**TASK TO CARRY OUT:** Line by line, transcribe the data below exactly and pass over the images.

**DATA TO USE:**
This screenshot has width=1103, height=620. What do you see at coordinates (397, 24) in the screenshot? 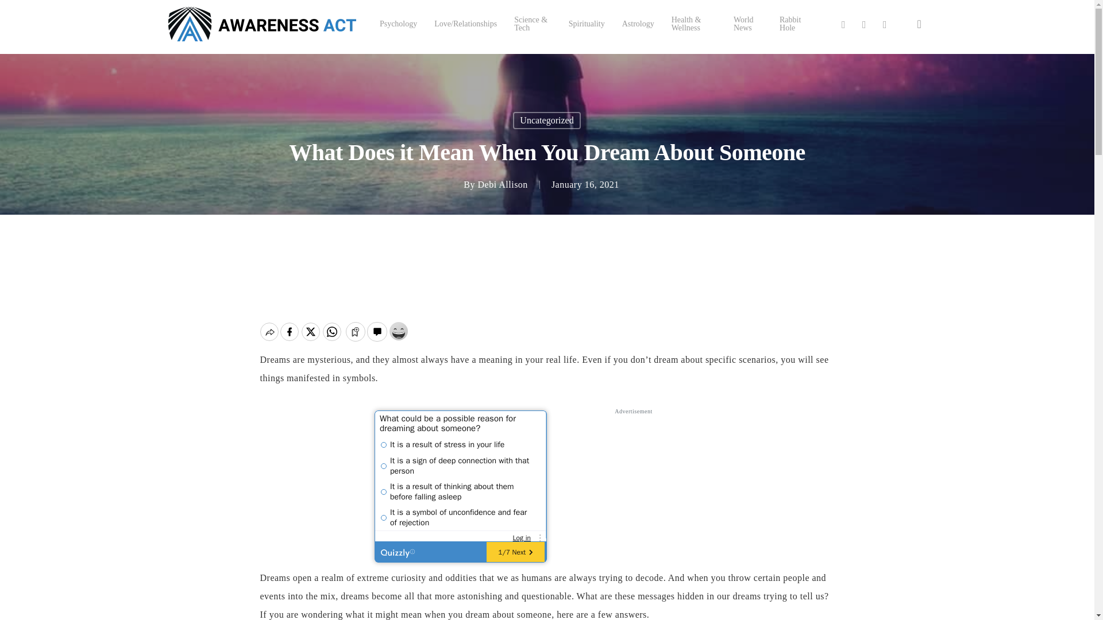
I see `Psychology` at bounding box center [397, 24].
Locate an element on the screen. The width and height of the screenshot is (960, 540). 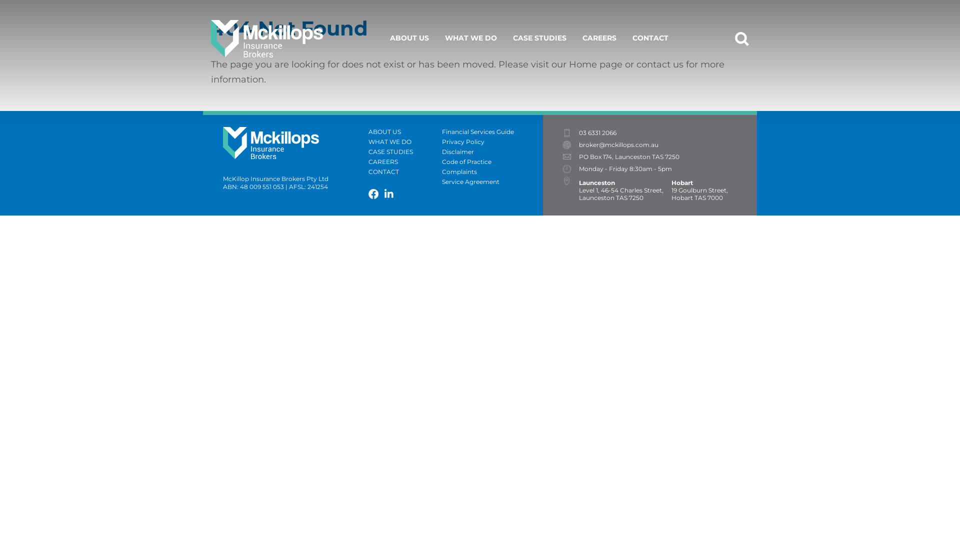
Financial Services Guide is located at coordinates (493, 132).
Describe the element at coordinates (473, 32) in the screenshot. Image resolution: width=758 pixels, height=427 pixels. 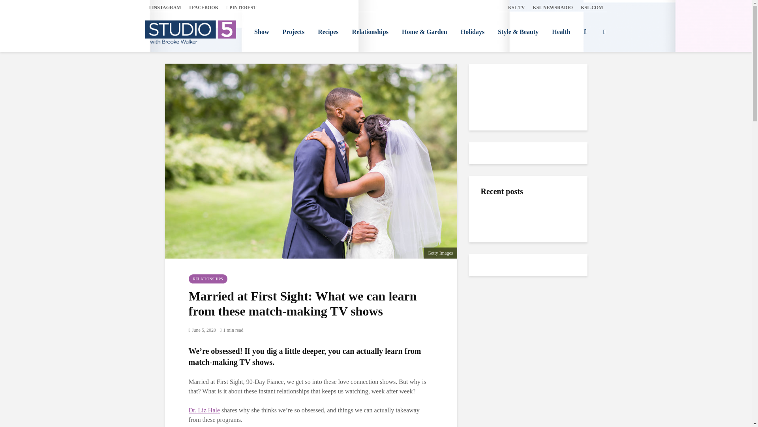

**SOLUTION FOR THIS TASK:**
This screenshot has width=1103, height=620. What do you see at coordinates (397, 24) in the screenshot? 
I see `Psychology` at bounding box center [397, 24].
Locate an element on the screen. The width and height of the screenshot is (960, 540). 
Financial Services Guide is located at coordinates (493, 132).
Describe the element at coordinates (473, 32) in the screenshot. Image resolution: width=758 pixels, height=427 pixels. 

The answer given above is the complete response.